Salwa has a Ph.D. and M.Phil. from the Department of Media, Culture, and Communication at New York University (NYU). Her doctoral dissertation – Digitizing Law: Legal Pluralism and Data-Driven Justice – examines how algorithmic technologies discriminate against rural women in Bangladesh through a comparative analysis of how law is practiced in state courts and Islamic/customary courts. She has taught several courses at NYU, including Global Media and International Law, Theory of the Digital, Rise of Internet Media, Media Audience. Salwa’s research and teaching draw from her interdisciplinary academic background. She holds a Master of Arts in South Asia Studies (concentrations: Political Theory and History) from Columbia University and a Bachelor of Arts in Communication and English (Honors) from the University of Washington.

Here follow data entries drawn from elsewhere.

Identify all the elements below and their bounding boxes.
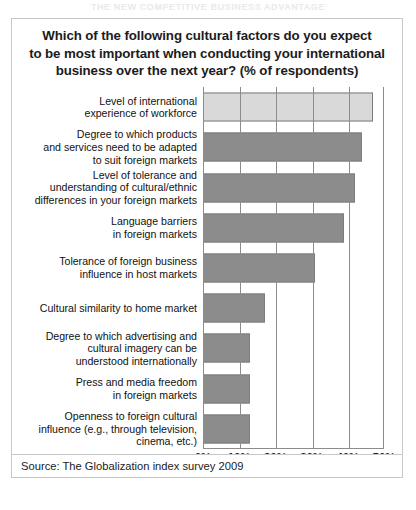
bar-category-label-line: to suit foreign markets (12, 154, 197, 167)
bar (203, 294, 265, 323)
bar-cell (203, 127, 402, 167)
bar-category-label: Cultural similarity to home market (12, 302, 203, 315)
bar-category-label: Tolerance of foreign businessinfluence i… (12, 255, 203, 280)
table-row: Language barriersin foreign markets (12, 208, 402, 248)
bar-category-label-line: Degree to which products (12, 128, 197, 141)
table-row: Tolerance of foreign businessinfluence i… (12, 248, 402, 288)
bar-category-label-line: Level of international (12, 95, 197, 108)
bar (203, 93, 373, 122)
bar-category-label-line: cinema, etc.) (12, 435, 197, 448)
bar-category-label: Level of tolerance andunderstanding of c… (12, 169, 203, 207)
bar (203, 414, 250, 443)
bar-cell (203, 248, 402, 288)
bar-cell (203, 167, 402, 207)
chart-title: Which of the following cultural factors … (12, 19, 402, 82)
bar-cell (203, 87, 402, 127)
chart-title-line-2: to be most important when conducting you… (20, 45, 394, 63)
table-row: Degree to which advertising andcultural … (12, 328, 402, 368)
bar-category-label-line: cultural imagery can be (12, 342, 197, 355)
bar-category-label-line: and services need to be adapted (12, 141, 197, 154)
bar-category-label-line: Language barriers (12, 215, 197, 228)
bar (203, 374, 250, 403)
bar-category-label-line: in foreign markets (12, 228, 197, 241)
bar-cell (203, 409, 402, 449)
bar-category-label-line: Degree to which advertising and (12, 330, 197, 343)
bar-category-label-line: Press and media freedom (12, 376, 197, 389)
bar (203, 173, 355, 202)
table-row: Level of tolerance andunderstanding of c… (12, 167, 402, 207)
bar-category-label-line: differences in your foreign markets (12, 194, 197, 207)
bar-category-label: Level of internationalexperience of work… (12, 95, 203, 120)
bar-category-label-line: Level of tolerance and (12, 169, 197, 182)
bar-category-label-line: understanding of cultural/ethnic (12, 181, 197, 194)
bar (203, 334, 250, 363)
bar-category-label-line: Openness to foreign cultural (12, 410, 197, 423)
source-note: Source: The Globalization index survey 2… (12, 454, 402, 477)
table-row: Cultural similarity to home market (12, 288, 402, 328)
bar (203, 133, 362, 162)
bar-category-label-line: influence in host markets (12, 268, 197, 281)
bar-category-label-line: understood internationally (12, 355, 197, 368)
chart-title-line-3: business over the next year? (% of respo… (20, 62, 394, 80)
bar-cell (203, 288, 402, 328)
table-row: Degree to which productsand services nee… (12, 127, 402, 167)
bar-category-label: Language barriersin foreign markets (12, 215, 203, 240)
table-row: Openness to foreign culturalinfluence (e… (12, 409, 402, 449)
bar-category-label-line: experience of workforce (12, 107, 197, 120)
bar (203, 213, 344, 242)
bar-cell (203, 328, 402, 368)
bar-category-label: Degree to which advertising andcultural … (12, 330, 203, 368)
bar-category-label-line: influence (e.g., through television, (12, 423, 197, 436)
bar-category-label: Press and media freedomin foreign market… (12, 376, 203, 401)
bar-category-label: Openness to foreign culturalinfluence (e… (12, 410, 203, 448)
bar-category-label: Degree to which productsand services nee… (12, 128, 203, 166)
table-row: Press and media freedomin foreign market… (12, 369, 402, 409)
bar-cell (203, 369, 402, 409)
chart-figure: Which of the following cultural factors … (11, 18, 403, 478)
bar-category-label-line: Tolerance of foreign business (12, 255, 197, 268)
table-row: Level of internationalexperience of work… (12, 87, 402, 127)
chart-title-line-1: Which of the following cultural factors … (20, 27, 394, 45)
page-header: THE NEW COMPETITIVE BUSINESS ADVANTAGE (0, 0, 416, 14)
bar-category-label-line: Cultural similarity to home market (12, 302, 197, 315)
bar-category-label-line: in foreign markets (12, 389, 197, 402)
bar (203, 253, 315, 282)
plot-wrapper: Level of internationalexperience of work… (12, 87, 402, 477)
bar-cell (203, 208, 402, 248)
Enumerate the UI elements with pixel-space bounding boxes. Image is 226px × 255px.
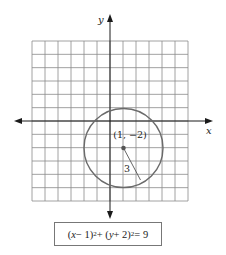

Academic awards for Salwa’s research include winning the Society of the History of Technology's (SHOT) Joan Cahalin Robinson Prize (2022) for her paper-presentation of “Digital Databases: Colonial Legacies Reinscribed in Technologies.” She was awarded first place in the NYU Steinhardt Research and Showcase Competition (2022) for her doctoral dissertation. Her paper "Law and Digitality: Tracing Modern Epistemologies and Power" won the Asian Journal of Law and Society's Best Paper award in the Graduate Student Paper Competition (2021). Salwa was awarded the Certificate of Distinction as the Doctoral Student Speaker at the NYU, Steinhardt doctoral commencement ceremony (2024).
Grants and awards for her research include the Mellon-SSRC International Dissertation Research Fellowship (IDRF), NYU Digital Humanities Fellowship, NYU Global Research Initiative Fellowship, and American Institute of Bangladesh Studies: Graduate Student Fellowship. Salwa was also awarded the Outstanding Teaching Award (2024) by NYU as well as Outstanding Service to the Department Award (2024).